Codex and Gemma teacher scores by category
| Category | Codex | Gemma |
|---|---|---|
| Metaresearch | 0.001 | 0.000 |
| Meta-epidemiology (narrow) | 0.000 | 0.000 |
| Meta-epidemiology (broad) | 0.001 | 0.000 |
| Bibliometrics | 0.000 | 0.000 |
| Science and technology studies | 0.000 | 0.000 |
| Scholarly communication | 0.000 | 0.000 |
| Open science | 0.000 | 0.000 |
| Research integrity | 0.000 | 0.000 |
| Insufficient payload (model declined to judge) | 0.000 | 0.000 |
Machine scores (provisional)
The two teacher heads of the student model, read on this work. A score orders the frame for review; it never asserts a category, and the validation status ships verbatim with every row.

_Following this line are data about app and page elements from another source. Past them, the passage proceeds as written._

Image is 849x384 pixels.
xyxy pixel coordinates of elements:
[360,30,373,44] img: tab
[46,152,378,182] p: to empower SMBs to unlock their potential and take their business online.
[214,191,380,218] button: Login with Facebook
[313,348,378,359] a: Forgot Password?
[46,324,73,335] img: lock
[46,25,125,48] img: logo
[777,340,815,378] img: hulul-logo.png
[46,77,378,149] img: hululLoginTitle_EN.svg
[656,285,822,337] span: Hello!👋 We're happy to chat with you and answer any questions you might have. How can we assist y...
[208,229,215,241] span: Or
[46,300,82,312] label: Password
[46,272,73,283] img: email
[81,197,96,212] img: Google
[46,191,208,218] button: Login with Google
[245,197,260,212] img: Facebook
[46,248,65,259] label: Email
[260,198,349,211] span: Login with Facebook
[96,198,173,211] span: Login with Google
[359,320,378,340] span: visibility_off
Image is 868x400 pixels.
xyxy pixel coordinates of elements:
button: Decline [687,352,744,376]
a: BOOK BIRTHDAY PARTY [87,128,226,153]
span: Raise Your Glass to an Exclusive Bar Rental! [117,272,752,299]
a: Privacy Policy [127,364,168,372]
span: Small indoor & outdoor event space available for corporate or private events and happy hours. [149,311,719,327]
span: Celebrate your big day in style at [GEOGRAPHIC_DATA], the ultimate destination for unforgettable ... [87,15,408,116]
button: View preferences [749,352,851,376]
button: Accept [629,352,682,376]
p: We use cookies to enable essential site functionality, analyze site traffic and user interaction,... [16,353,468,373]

Baseline scores from an immature model (maturity gate not passed, 7 training rounds). Scores rank; they never assert a category.
score_only:v0-immature-baseline · verbatim from the scoring run: score_only means the number may rank works, and no category label ships from itClassification
machine, unvalidatedMachine predicted; a candidate call from one teacher head, not a consensus.
How this classification was reached, model by model and score by score, is at the end of the page under "How this classification was reached".